What a Coronary CT Angiogram Actually Is

A coronary CT angiogram (CCTA) is a non-invasive imaging study that uses a fast multi-detector CT scanner and an injected iodine-based contrast dye to produce three-dimensional pictures of your coronary arteries. Unlike a calcium score scan, which only counts calcified deposits, CCTA shows both calcified and soft (non-calcified) plaque, the degree to which any plaque narrows the artery lumen, and structural features of the artery wall itself. The 2021 AHA/ACC Guideline for the Evaluation and Diagnosis of Chest Pain gives CCTA a Class I, Level of Evidence A recommendation as a front-line test for stable chest pain in patients with an intermediate pre-test probability of obstructive CAD.

The scan typically takes 10-15 minutes. Your heart rate is slowed with a beta-blocker beforehand if it is above roughly 60-65 beats per minute, because motion artifact blurs the images. You will feel the contrast dye as a warm flush through your body. Results come back as a structured report scored by the CAD-RADS (Coronary Artery Disease Reporting and Data System) classification.

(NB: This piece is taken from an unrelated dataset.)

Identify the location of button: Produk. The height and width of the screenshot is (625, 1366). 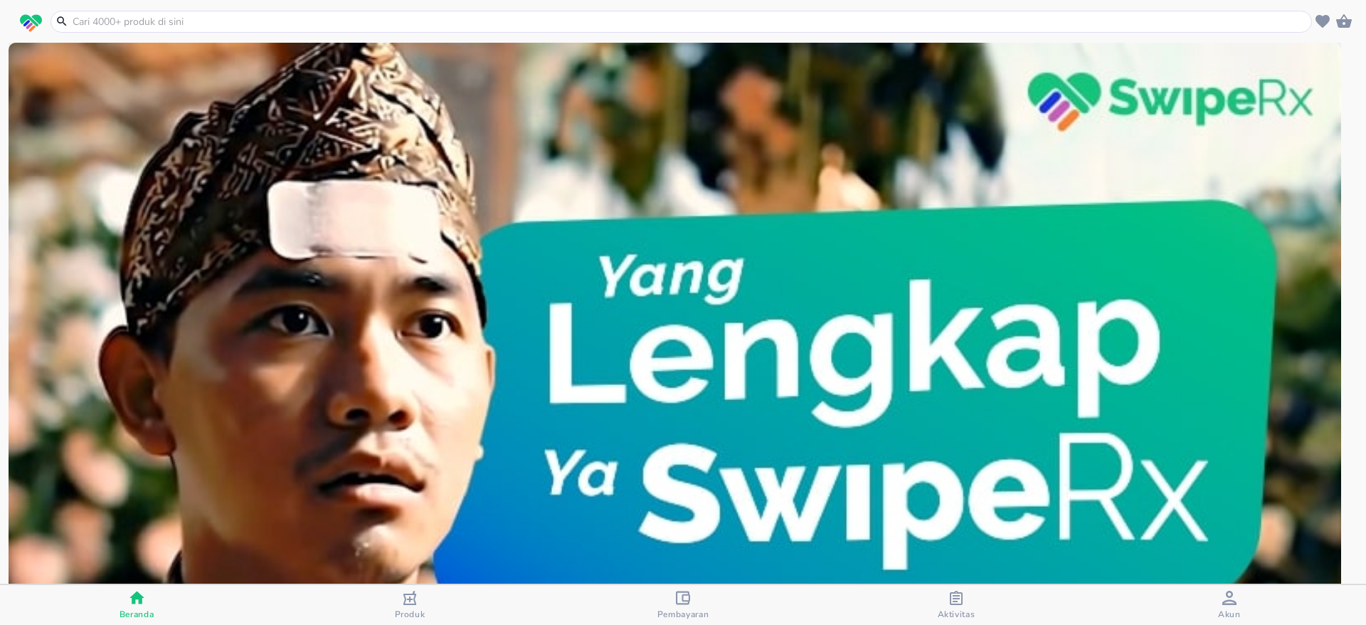
(410, 605).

How CCTA Differs from a Calcium Score

A coronary artery calcium (CAC) score assigns an Agatston number to calcified plaque only. A score of zero is reassuring, but zero does NOT rule out soft plaque, which can rupture and cause a heart attack even in a young woman with no prior symptoms. CCTA captures both plaque types, making it the more complete picture, especially in premenopausal and perimenopausal women who tend to accumulate non-calcified plaque before calcified plaque becomes detectable as shown in the MESA study.

The CAD-RADS Reporting Scale

| CAD-RADS Score | Stenosis | What It Means | |---|---|---| | 0 | 0% | No plaque seen | | 1 | 1-24% | Minimal, non-obstructive | | 2 | 25-49% | Mild, non-obstructive | | 3 | 50-69% | Moderate, obstructive | | 4A | 70-99% (1-2 vessels) | Severe obstructive | | 4B | 70-99% (left main or 3 vessel) | Severe, high-risk anatomy | | 5 | 100% | Total occlusion | | N | Any | High-risk plaque features noted |

A CAD-RADS 0 or 1 result generally means a very low short-term event risk. CAD-RADS 3 or higher means obstructive disease and triggers the next layer of testing or direct treatment decisions.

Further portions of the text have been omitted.